I'm planning to use both RGB SCART and Composite (for RF Televisions). I bought a SCART cable from eBay, and was using it, but it only outputted either black and white composite, or just a green image when I set the TV to RGB (I'm not calling it a faulty cable just yet).
I think that the console region change is what I need to go for, though I have no clue how to do that debug buisness. I need some help with that.
Be careful guys it's easy to spread disinformation…
It doesn't matter how old is your Tv, if it has SCART input, it perfectly support both PAL and NTSC resolutions ( 480i/576i) and refresh rates (50hz/60hz).
There's just a note about colors:
On many old PAL Tvs, the software which decode colors from a composite signal, only recognizes PAL color range (so in case of NTSC signal you'll perfectly see the image at 480i @60hz but in black & white).
Be careful though, THIS PROBLEM IS ONLY USING A COMPOSITE CABLE. As I said is related to color decoding from composite (CVBS compression).
Using a SCART-RGB cable (thus outputting a RGB signal) completely solve the problem, 'cause PAL and NTSC support through RGB signal is incorporated into the SCART standard itself (since it's first release in '80s).
There are SCART cable that are actually composite (even having all the pins, only CVBS ones are connected to the cables).
However the fact that you see a DVD in shades of green lead me to think your is an actual RGB cable, so you must see games in colors using it.
About DVDs it may be that stupid SONY protection that Ps2 too use. Pratically it output colors in Y-Pb-Pr to avoid film recording via SCART.
The SCART-RGB cable can't display a Y-Pb-Pr signal if it's not converted to RGB afaik.
It's the same on Ps2, you have to set the console output to RGB in the Ps2 configuration menu. DVDs however automatically output Y-Pb-Pr. I use a homebrew program for solving it (MCLoader), there's a option about DVD region.
Maybe the setting for changing DVD region @Coro mentioned do the same as MCLoader, have you tried it??
And about RGB quality, it's actually a true direct RGB signal, it deliver a quality as good as HDMI. Obviously you're limited to SD resolutions, so you have to compare a SD signal through HDMI. You'll see that sharpness and color fidelity is the same as RGB through HDMI, better than Component.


**WHAT YOU HAVE TO DO**
Taking the listing below line by line, tally those that contain the string "product". Give the total alone.
________________________________________
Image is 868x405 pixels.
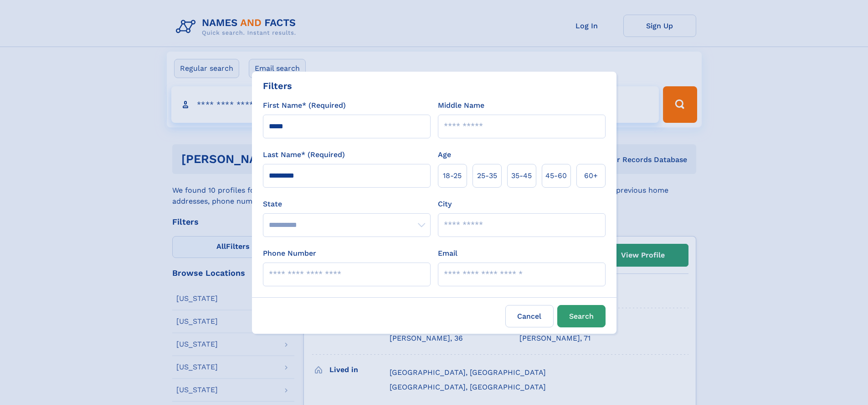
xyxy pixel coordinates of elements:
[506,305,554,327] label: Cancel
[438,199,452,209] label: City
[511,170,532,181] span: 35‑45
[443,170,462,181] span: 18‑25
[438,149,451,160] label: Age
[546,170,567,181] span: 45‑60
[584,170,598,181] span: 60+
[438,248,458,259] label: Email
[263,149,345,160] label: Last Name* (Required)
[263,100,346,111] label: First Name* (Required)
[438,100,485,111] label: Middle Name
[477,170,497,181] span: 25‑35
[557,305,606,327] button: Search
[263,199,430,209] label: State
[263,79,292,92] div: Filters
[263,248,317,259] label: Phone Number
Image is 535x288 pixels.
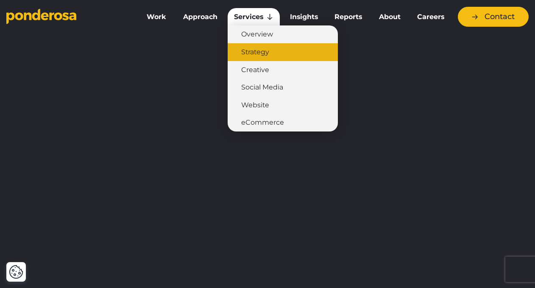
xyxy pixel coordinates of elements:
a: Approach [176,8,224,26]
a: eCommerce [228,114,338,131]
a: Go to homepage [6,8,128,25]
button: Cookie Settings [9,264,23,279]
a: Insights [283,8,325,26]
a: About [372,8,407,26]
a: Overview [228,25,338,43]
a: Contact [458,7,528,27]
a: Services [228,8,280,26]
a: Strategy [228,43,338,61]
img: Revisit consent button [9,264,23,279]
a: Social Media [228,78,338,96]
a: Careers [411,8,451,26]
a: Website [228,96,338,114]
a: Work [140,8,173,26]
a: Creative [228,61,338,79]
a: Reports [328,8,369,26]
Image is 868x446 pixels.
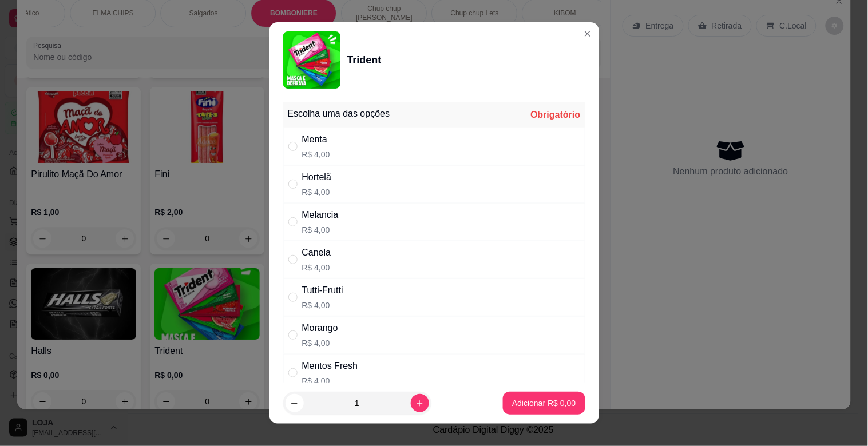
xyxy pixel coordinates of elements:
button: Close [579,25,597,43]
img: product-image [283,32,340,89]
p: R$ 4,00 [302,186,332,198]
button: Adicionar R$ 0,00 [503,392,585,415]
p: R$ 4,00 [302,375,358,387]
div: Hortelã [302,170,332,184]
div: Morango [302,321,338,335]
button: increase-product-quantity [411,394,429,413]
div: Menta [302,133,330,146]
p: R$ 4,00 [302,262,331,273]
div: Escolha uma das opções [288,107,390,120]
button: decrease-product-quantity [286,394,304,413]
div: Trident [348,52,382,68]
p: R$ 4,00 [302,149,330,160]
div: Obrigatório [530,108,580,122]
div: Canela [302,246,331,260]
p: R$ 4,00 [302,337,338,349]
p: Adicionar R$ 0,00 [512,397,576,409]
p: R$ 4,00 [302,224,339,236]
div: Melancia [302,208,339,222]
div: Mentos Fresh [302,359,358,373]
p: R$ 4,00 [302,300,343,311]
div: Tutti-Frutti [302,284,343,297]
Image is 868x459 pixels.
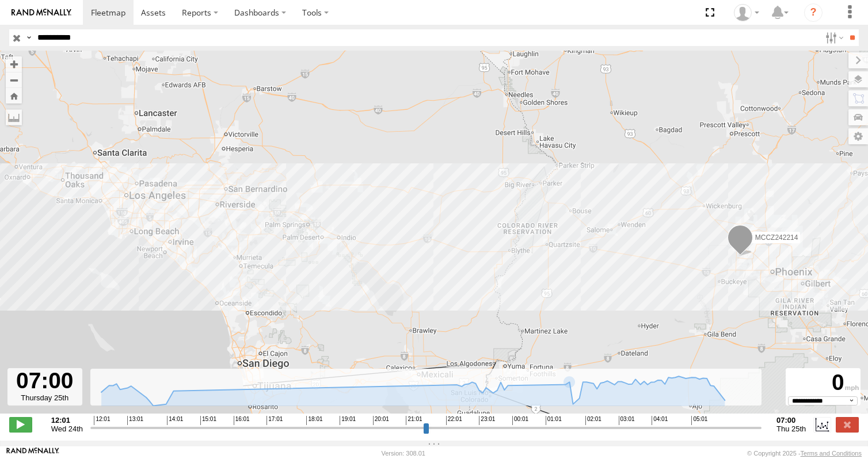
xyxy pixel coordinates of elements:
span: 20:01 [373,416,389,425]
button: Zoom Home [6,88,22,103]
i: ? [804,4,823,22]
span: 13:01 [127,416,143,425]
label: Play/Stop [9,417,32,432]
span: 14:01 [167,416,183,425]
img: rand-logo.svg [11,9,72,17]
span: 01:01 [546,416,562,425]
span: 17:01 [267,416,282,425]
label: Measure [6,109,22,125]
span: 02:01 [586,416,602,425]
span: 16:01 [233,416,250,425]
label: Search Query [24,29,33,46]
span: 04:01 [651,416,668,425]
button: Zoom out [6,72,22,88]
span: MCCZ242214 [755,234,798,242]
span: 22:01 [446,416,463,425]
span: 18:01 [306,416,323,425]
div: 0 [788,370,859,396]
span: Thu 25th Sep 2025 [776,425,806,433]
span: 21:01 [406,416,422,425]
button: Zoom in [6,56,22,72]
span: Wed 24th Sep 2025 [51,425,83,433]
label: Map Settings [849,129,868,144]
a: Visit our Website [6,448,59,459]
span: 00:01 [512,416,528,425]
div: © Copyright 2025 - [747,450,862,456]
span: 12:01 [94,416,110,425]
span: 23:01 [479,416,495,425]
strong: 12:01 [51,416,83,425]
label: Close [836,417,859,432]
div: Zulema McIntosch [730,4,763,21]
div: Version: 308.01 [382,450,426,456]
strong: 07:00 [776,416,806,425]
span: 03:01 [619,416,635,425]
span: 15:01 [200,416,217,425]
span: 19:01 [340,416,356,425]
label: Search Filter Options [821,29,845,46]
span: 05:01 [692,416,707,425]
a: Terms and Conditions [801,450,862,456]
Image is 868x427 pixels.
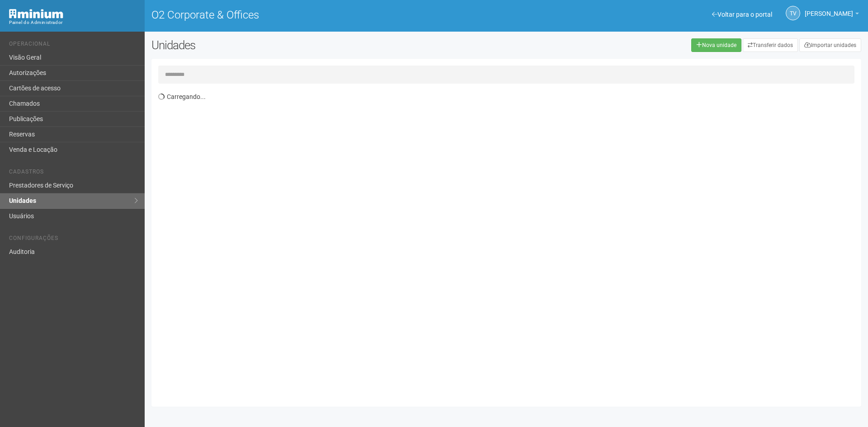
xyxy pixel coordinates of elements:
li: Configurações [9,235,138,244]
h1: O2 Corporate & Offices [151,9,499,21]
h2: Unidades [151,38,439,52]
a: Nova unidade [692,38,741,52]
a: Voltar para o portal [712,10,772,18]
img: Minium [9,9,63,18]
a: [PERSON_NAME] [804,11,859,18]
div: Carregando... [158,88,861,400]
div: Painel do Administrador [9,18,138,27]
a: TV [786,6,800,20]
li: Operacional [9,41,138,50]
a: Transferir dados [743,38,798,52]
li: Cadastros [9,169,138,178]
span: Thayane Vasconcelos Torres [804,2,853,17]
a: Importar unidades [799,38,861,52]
________________________________________
**SOLUTION FOR THIS PROBLEM**
3